A divided Costa Rica votes in runoff fought over gay rights

A voter prepares to cast his ballot during the presidential election at a polling station in San Jose, Costa Rica

Polls opened on Easter Sunday for a vote on whether conservative Christian singer Fabricio Alvarado Munoz can capture Costa Rica’s presidency, a result that would mark a sharp turn from the current government’s embrace of gay rights.

Best known for religious dance songs and ballads, the 43-year-old former TV journalist faces the center-left ruling party candidate Carlos Alvarado Quesada, 38, in a tight race fought over a court ruling ordering the country to allow same-sex marriage.

The two Alvarados, who are not related, took opposing positions on the January decision by the Inter-American Court of Human Rights, an influential regional body based in the Costa Rican capital of San Jose.

Polls opened at 6 a.m. local time, with results expected Sunday evening.

Fabricio, as supporters call him, called it an affront to traditional values and sovereignty in the Central American nation. Threatening to remove the country from the court’s jurisdiction, he shot from the margins to the top of a 13-candidate field, and won the first round of voting in February.

“We’re united… in defending life and family, but also to defend ethics and transparency and the battle against corruption,” the singer, who is a member of the Protestant Pentecostal movement, said on the eve of Sunday’s vote in a video appeal to Catholics, who account for more than six out 10 people in the country, seeking to forge common cause.

Since 2017, the government of President Luis Guillermo Solis has grown increasingly unpopular, in part over a corruption scandal involving Chinese cement.

The election has exposed divisions in the global tourist destination best known for its laid back beach culture and rainforest stewardship, but whose rural communities remain deeply conservative.
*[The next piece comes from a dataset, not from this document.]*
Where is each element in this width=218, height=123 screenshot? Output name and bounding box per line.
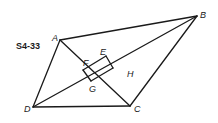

A win for Alvarado Munoz would be a set back for gay rights in Latin America, where several countries have implemented progressive policies in recent years.

In 2014, Solis ordered the gay pride flag raised alongside the Costa Rican colors atop his offices to mark the International Day Against Homophobia and Transphobia, the first time any head of state had done so in the Americas.

The symbolic act generated headlines across the globe.

On the campaign trail, Alvarado Munoz lamented the international attention the flag-raising brought, saying he would have favored “more positive news, like Costa Rica beating Mexico 3-0” at soccer.

The fight over same-sex marriage has overshadowed other key issues in the race, like a widening budget deficit which has triggered four credit downgrades over the last five years.

At a Saturday rally with students and artists in the capital’s La Granja neighborhood near the University of Costa Rica, Alvarado Quesada’s vice-presidential running mate addressed the crowd of about 300.

“Never before have we felt the country is at risk, never before have our hearts hurt like they hurt right now,” said Epsy Campbell, an Afro-Costa Rican and former presidential candidate who also helped found Solis’ center-left Citizen Action Party.

After the rally, she said in a brief interview that struggles for basic rights usually start small and grow.

“So many more people are (now) open to fighting for a more just and equal society than we ever would have thought,” she said.

At the capital’s downtown Catholic cathedral on Saturday afternoon, 70-year-old retiree Maria Mora had just finished praying inside and acknowledged many Costa Ricans harbor anti-gay views.

“The older ones especially, but what I say is you could have a gay son or grandchild,” she said.

“We are the parents that have to support them and love them equally.”